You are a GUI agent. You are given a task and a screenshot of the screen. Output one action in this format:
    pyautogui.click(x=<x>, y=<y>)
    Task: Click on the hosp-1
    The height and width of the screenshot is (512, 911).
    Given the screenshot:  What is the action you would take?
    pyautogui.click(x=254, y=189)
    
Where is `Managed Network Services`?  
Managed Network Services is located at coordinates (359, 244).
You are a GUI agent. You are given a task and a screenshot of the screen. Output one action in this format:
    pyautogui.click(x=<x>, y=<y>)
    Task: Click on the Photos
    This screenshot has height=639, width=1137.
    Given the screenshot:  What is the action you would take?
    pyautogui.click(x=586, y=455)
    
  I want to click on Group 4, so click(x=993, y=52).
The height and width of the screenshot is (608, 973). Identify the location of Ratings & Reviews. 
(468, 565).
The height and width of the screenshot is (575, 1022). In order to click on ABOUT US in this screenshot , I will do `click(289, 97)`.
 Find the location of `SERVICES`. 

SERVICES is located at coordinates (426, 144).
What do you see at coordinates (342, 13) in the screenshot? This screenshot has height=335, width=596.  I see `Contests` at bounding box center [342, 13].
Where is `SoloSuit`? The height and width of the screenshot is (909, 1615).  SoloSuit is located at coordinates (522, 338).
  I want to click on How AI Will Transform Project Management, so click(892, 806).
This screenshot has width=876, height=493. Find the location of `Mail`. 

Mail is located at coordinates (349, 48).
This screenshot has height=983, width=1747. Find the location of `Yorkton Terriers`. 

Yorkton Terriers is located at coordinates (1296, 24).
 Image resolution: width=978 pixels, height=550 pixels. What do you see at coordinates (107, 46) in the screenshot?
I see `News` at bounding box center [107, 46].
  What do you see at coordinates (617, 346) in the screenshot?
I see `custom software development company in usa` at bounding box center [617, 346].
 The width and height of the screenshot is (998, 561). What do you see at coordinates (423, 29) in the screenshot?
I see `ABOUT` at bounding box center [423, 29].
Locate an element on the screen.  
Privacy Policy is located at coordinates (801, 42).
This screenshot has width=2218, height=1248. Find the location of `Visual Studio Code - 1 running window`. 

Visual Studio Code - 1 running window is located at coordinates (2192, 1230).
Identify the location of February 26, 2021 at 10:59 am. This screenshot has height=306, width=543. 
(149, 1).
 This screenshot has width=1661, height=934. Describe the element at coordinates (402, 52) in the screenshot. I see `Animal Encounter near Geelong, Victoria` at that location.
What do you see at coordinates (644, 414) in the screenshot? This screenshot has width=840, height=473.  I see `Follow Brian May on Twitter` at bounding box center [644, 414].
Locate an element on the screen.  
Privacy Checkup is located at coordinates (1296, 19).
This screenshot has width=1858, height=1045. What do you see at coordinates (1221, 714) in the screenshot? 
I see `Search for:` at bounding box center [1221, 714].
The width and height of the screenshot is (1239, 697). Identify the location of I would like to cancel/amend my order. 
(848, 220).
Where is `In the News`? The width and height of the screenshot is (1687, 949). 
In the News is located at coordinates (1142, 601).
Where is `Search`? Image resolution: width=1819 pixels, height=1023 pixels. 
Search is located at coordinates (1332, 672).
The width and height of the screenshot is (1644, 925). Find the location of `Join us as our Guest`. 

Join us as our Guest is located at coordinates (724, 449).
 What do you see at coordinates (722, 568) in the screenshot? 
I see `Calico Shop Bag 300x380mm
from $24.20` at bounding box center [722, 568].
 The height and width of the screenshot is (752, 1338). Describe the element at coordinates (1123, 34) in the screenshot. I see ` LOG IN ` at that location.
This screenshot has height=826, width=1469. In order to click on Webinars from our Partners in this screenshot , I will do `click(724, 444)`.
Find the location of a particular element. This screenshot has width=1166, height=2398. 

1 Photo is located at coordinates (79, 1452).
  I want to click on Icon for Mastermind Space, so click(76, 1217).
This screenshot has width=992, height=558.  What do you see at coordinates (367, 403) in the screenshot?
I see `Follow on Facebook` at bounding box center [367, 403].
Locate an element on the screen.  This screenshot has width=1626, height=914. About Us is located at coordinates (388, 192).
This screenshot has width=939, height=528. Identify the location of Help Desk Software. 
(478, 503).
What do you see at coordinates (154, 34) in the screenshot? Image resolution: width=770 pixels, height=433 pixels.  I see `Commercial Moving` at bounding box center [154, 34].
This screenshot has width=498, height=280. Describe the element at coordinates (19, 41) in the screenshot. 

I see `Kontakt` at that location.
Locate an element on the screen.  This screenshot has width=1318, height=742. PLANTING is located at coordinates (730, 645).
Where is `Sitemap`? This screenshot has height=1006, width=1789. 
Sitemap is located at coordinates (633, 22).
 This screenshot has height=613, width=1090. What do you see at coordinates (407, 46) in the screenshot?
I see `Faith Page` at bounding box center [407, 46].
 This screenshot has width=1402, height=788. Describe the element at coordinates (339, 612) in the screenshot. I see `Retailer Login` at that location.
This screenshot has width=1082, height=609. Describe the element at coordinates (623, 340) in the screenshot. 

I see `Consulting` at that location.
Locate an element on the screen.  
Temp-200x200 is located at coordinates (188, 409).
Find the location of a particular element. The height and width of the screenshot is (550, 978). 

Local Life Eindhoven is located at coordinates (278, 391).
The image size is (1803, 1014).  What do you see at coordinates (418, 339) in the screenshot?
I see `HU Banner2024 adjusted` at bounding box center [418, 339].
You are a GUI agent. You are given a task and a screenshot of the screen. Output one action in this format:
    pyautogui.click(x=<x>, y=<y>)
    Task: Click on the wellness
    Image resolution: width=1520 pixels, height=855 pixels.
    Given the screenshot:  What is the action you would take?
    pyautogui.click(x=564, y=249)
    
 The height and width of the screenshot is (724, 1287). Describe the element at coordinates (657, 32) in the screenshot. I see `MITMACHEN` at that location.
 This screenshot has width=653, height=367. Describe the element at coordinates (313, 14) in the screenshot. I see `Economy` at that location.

§ §

EXERCISE DIRECTIONS: Each line from the one containing "This screenshot has width=1082, height=609." to the close of the records must appear in the output exactly, and no other line.

EXERCISE RESPONSE:
This screenshot has width=1082, height=609. Describe the element at coordinates (623, 340) in the screenshot. 

I see `Consulting` at that location.
Locate an element on the screen.  
Temp-200x200 is located at coordinates (188, 409).
Find the location of a particular element. The height and width of the screenshot is (550, 978). 

Local Life Eindhoven is located at coordinates (278, 391).
The image size is (1803, 1014).  What do you see at coordinates (418, 339) in the screenshot?
I see `HU Banner2024 adjusted` at bounding box center [418, 339].
You are a GUI agent. You are given a task and a screenshot of the screen. Output one action in this format:
    pyautogui.click(x=<x>, y=<y>)
    Task: Click on the wellness
    Image resolution: width=1520 pixels, height=855 pixels.
    Given the screenshot:  What is the action you would take?
    pyautogui.click(x=564, y=249)
    
 The height and width of the screenshot is (724, 1287). Describe the element at coordinates (657, 32) in the screenshot. I see `MITMACHEN` at that location.
 This screenshot has width=653, height=367. Describe the element at coordinates (313, 14) in the screenshot. I see `Economy` at that location.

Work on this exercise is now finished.